What schema markup helps with AI citation?
FAQ schema and the How To schema are the most impactful for LLM citation. Adding structured data that clearly labels questions and answers makes it significantly easier for AI models to extract and cite your content. Some estimates put the citation likelihood improvement at 30-40% for pages with well-implemented FAQ schema compared to unstructured content.
Can I track LLM traffic in Google Search Console?
Google Search Console tracks clicks from Google Search properties, including AI Overviews. It does not track traffic from third-party AI tools like ChatGPT, Perplexity, or Claude. For those sources, GA4 with a custom channel group is the right tool.
What is the difference between LLM referral traffic and AI Overview traffic?

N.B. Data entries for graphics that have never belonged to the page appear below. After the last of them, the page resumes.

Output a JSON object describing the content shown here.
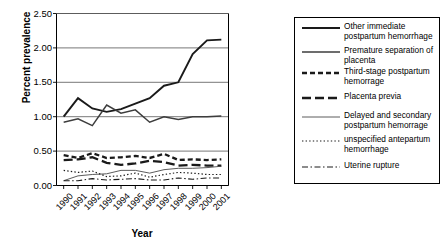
{
  "chart_data": {
    "type": "line",
    "title": "",
    "xlabel": "Year",
    "ylabel": "Percent prevalence",
    "ylim": [
      0.0,
      2.5
    ],
    "yticks": [
      "0.00",
      "0.50",
      "1.00",
      "1.50",
      "2.00",
      "2.50"
    ],
    "grid": true,
    "legend_position": "right",
    "categories": [
      "1990",
      "1991",
      "1992",
      "1993",
      "1994",
      "1995",
      "1996",
      "1997",
      "1998",
      "1999",
      "2000",
      "2001"
    ],
    "series": [
      {
        "name": "Other immediate postpartum hemorrhage",
        "style": "solid-thick",
        "color": "#1a1a1a",
        "values": [
          1.0,
          1.27,
          1.12,
          1.07,
          1.11,
          1.19,
          1.27,
          1.45,
          1.5,
          1.91,
          2.11,
          2.12
        ]
      },
      {
        "name": "Premature separation of placenta",
        "style": "solid-medium",
        "color": "#3d3d3d",
        "values": [
          0.92,
          0.97,
          0.87,
          1.17,
          1.05,
          1.1,
          0.92,
          1.0,
          0.96,
          1.0,
          1.0,
          1.01
        ]
      },
      {
        "name": "Third-stage postpartum hemorrage",
        "style": "dashed-square",
        "color": "#1a1a1a",
        "values": [
          0.44,
          0.4,
          0.47,
          0.4,
          0.41,
          0.43,
          0.4,
          0.46,
          0.37,
          0.38,
          0.37,
          0.38
        ]
      },
      {
        "name": "Placenta previa",
        "style": "dashed-long",
        "color": "#1a1a1a",
        "values": [
          0.37,
          0.38,
          0.41,
          0.33,
          0.3,
          0.32,
          0.36,
          0.34,
          0.29,
          0.3,
          0.29,
          0.29
        ]
      },
      {
        "name": "Delayed and secondary postpartum hemorrage",
        "style": "solid-thin",
        "color": "#4a4a4a",
        "values": [
          0.07,
          0.14,
          0.16,
          0.17,
          0.22,
          0.22,
          0.18,
          0.23,
          0.25,
          0.25,
          0.26,
          0.28
        ]
      },
      {
        "name": "unspecified antepartum hemorrhage",
        "style": "dotted",
        "color": "#1a1a1a",
        "values": [
          0.22,
          0.19,
          0.21,
          0.13,
          0.14,
          0.18,
          0.12,
          0.16,
          0.19,
          0.18,
          0.16,
          0.16
        ]
      },
      {
        "name": "Uterine rupture",
        "style": "dash-dot",
        "color": "#1a1a1a",
        "values": [
          0.07,
          0.07,
          0.1,
          0.08,
          0.09,
          0.1,
          0.08,
          0.08,
          0.11,
          0.09,
          0.11,
          0.11
        ]
      }
    ]
  },
  "legend": {
    "entries": [
      {
        "label": "Other immediate postpartum hemorrhage"
      },
      {
        "label": "Premature separation of placenta"
      },
      {
        "label": "Third-stage postpartum hemorrage"
      },
      {
        "label": "Placenta previa"
      },
      {
        "label": "Delayed and secondary postpartum hemorrage"
      },
      {
        "label": "unspecified antepartum hemorrhage"
      },
      {
        "label": "Uterine rupture"
      }
    ]
  },
  "axes": {
    "y_title": "Percent prevalence",
    "x_title": "Year"
  }
}
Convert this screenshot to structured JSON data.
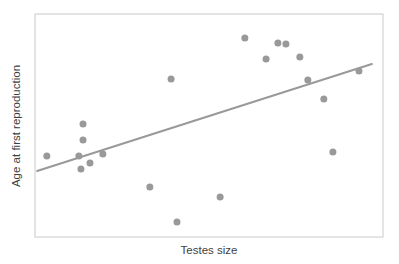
{
  "figure": {
    "background": "#ffffff",
    "border_color": "#cacaca",
    "point_color": "#999999",
    "line_color": "#999999",
    "text_color": "#3f3f3f"
  },
  "chart_data": {
    "type": "scatter",
    "title": "",
    "xlabel": "Testes size",
    "ylabel": "Age at first reproduction",
    "xlim": [
      0,
      100
    ],
    "ylim": [
      0,
      100
    ],
    "grid": false,
    "axis_ticks": "none",
    "legend": "none",
    "points": [
      [
        60.3,
        89.2
      ],
      [
        69.8,
        87.0
      ],
      [
        72.1,
        86.5
      ],
      [
        66.4,
        79.8
      ],
      [
        76.1,
        80.7
      ],
      [
        39.1,
        70.9
      ],
      [
        78.4,
        70.4
      ],
      [
        93.1,
        74.4
      ],
      [
        83.0,
        61.9
      ],
      [
        13.8,
        50.7
      ],
      [
        13.8,
        43.5
      ],
      [
        3.4,
        36.3
      ],
      [
        12.6,
        36.3
      ],
      [
        19.5,
        37.2
      ],
      [
        15.8,
        33.2
      ],
      [
        13.2,
        30.5
      ],
      [
        33.0,
        22.4
      ],
      [
        85.6,
        38.1
      ],
      [
        53.2,
        17.9
      ],
      [
        40.8,
        6.7
      ]
    ],
    "point_radius": 3.5,
    "trend_line": {
      "x1": 0.6,
      "y1": 29.6,
      "x2": 96.8,
      "y2": 77.6
    }
  }
}
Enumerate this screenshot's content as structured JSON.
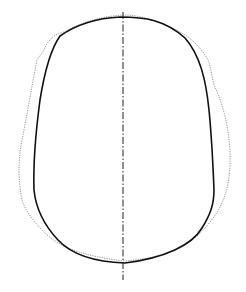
{
  "diagram": {
    "type": "outline-comparison",
    "background": "#ffffff",
    "midline": {
      "x": 123,
      "y1": 12,
      "y2": 280,
      "color": "#222222",
      "style": "dash-dot"
    },
    "solid_outline": {
      "color": "#111111",
      "width": 1.6,
      "path": "M 60 36 C 80 22, 100 18, 120 17 C 145 17, 165 20, 185 38 C 200 55, 206 80, 209 110 C 212 140, 213 165, 214 190 C 214 205, 210 215, 202 228 C 192 245, 165 258, 125 263 C 95 262, 72 255, 58 240 C 44 225, 36 210, 34 190 C 33 160, 36 130, 40 100 C 44 75, 50 50, 60 36 Z"
    },
    "dotted_outline": {
      "color": "#8a8a8a",
      "width": 0.9,
      "path": "M 64 32 C 54 34, 48 40, 44 50 L 37 60 C 32 85, 27 115, 22 140 C 18 160, 18 180, 22 200 C 26 212, 34 222, 44 232 C 58 246, 80 256, 125 261 C 165 258, 192 246, 210 222 C 222 208, 229 190, 230 165 C 231 140, 226 110, 214 85 L 209 62 C 202 48, 190 37, 180 32 C 162 22, 142 16, 128 15 C 105 15, 82 22, 64 32 Z"
    }
  }
}
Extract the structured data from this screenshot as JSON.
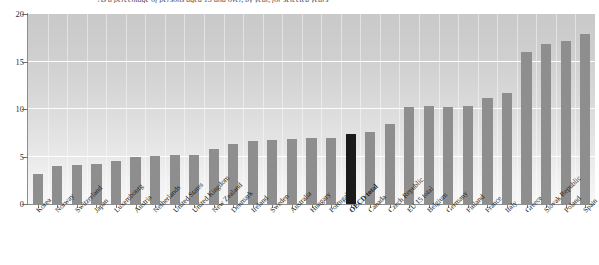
{
  "chart_data": {
    "type": "bar",
    "title": "As a percentage of persons aged 15 and over, by year, for selected years",
    "xlabel": "",
    "ylabel": "",
    "ylim": [
      0,
      20
    ],
    "yticks": [
      "0",
      "5",
      "10",
      "15",
      "20"
    ],
    "grid": true,
    "legend": "none",
    "highlight_category": "OECD total",
    "highlight_color": "#1a1a1a",
    "bar_color": "#8e8e8e",
    "categories": [
      "Korea",
      "Norway",
      "Switzerland",
      "Japan",
      "Luxembourg",
      "Austria",
      "Netherlands",
      "United States",
      "United Kingdom",
      "New Zealand",
      "Denmark",
      "Ireland",
      "Sweden",
      "Australia",
      "Hungary",
      "Portugal",
      "OECD total",
      "Canada",
      "Czech Republic",
      "EU 15 total",
      "Belgium",
      "Germany",
      "Finland",
      "France",
      "Italy",
      "Greece",
      "Slovak Republic",
      "Poland",
      "Spain"
    ],
    "values": [
      3.2,
      4.0,
      4.1,
      4.2,
      4.5,
      5.0,
      5.1,
      5.2,
      5.2,
      5.8,
      6.3,
      6.6,
      6.7,
      6.8,
      6.9,
      7.0,
      7.4,
      7.6,
      8.4,
      10.2,
      10.3,
      10.2,
      10.3,
      11.2,
      11.7,
      16.0,
      16.8,
      17.2,
      17.9
    ]
  }
}
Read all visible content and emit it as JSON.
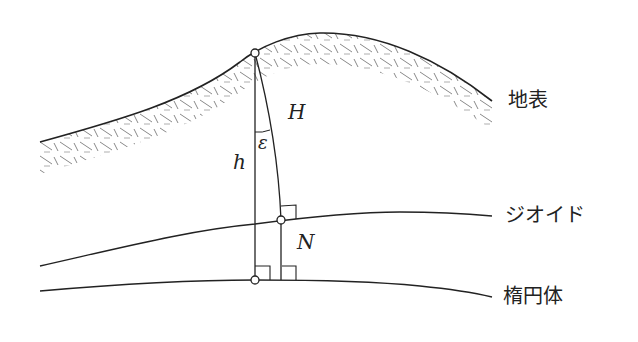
{
  "diagram": {
    "title": "",
    "surfaces": {
      "ground": {
        "label": "地表"
      },
      "geoid": {
        "label": "ジオイド"
      },
      "ellipsoid": {
        "label": "楕円体"
      }
    },
    "symbols": {
      "ellipsoidal_height": "h",
      "orthometric_height": "H",
      "geoid_height": "N",
      "deflection": "ε"
    },
    "colors": {
      "line": "#222222",
      "hatch": "#888888",
      "background": "#ffffff"
    }
  }
}
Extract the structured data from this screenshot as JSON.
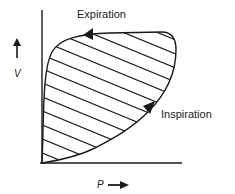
{
  "diagram": {
    "type": "pressure-volume loop",
    "labels": {
      "expiration": "Expiration",
      "inspiration": "Inspiration",
      "y_axis": "V",
      "x_axis": "P"
    },
    "colors": {
      "ink": "#1a1a1a",
      "background": "#ffffff"
    }
  }
}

AI Overview traffic (from Google’s search results) comes through Google Search and appears in GA4 as organic search traffic, not as a referral. LLM referral traffic comes from standalone AI tools like ChatGPT, Perplexity, and Claude, where users click a link in the AI’s response and land on your site. These are two distinct channels that require different measurement approaches.
Final Thoughts
LLM referral traffic is still a small slice of most websites’ total sessions, but the quality of those visitors and the pace of growth make it worth measuring now rather than later. The setup outlined in this guide takes less than an hour to implement and gives you a permanent, durable measurement framework that improves as AI traffic grows.
The core takeaway: GA4 won’t do this for you automatically. Without a custom channel group, a regex-filtered exploration, and a shadow traffic segment, you’re making content and SEO decisions without visibility into one of the fastest-evolving acquisition channels in digital marketing.
Start with Step 1 today. Even a baseline check of your current Traffic Acquisition report will tell you whether AI tools are already sending visitors to your site. From there, each step builds on the last, and the whole setup can be live within an afternoon.
If you need help configuring GA4 for AI traffic tracking, building Looker Studio dashboards, or developing a content strategy that earns more LLM citations, the team at SaaSLinks works with businesses across Australia on exactly this. Get in touch to discuss your analytics setup.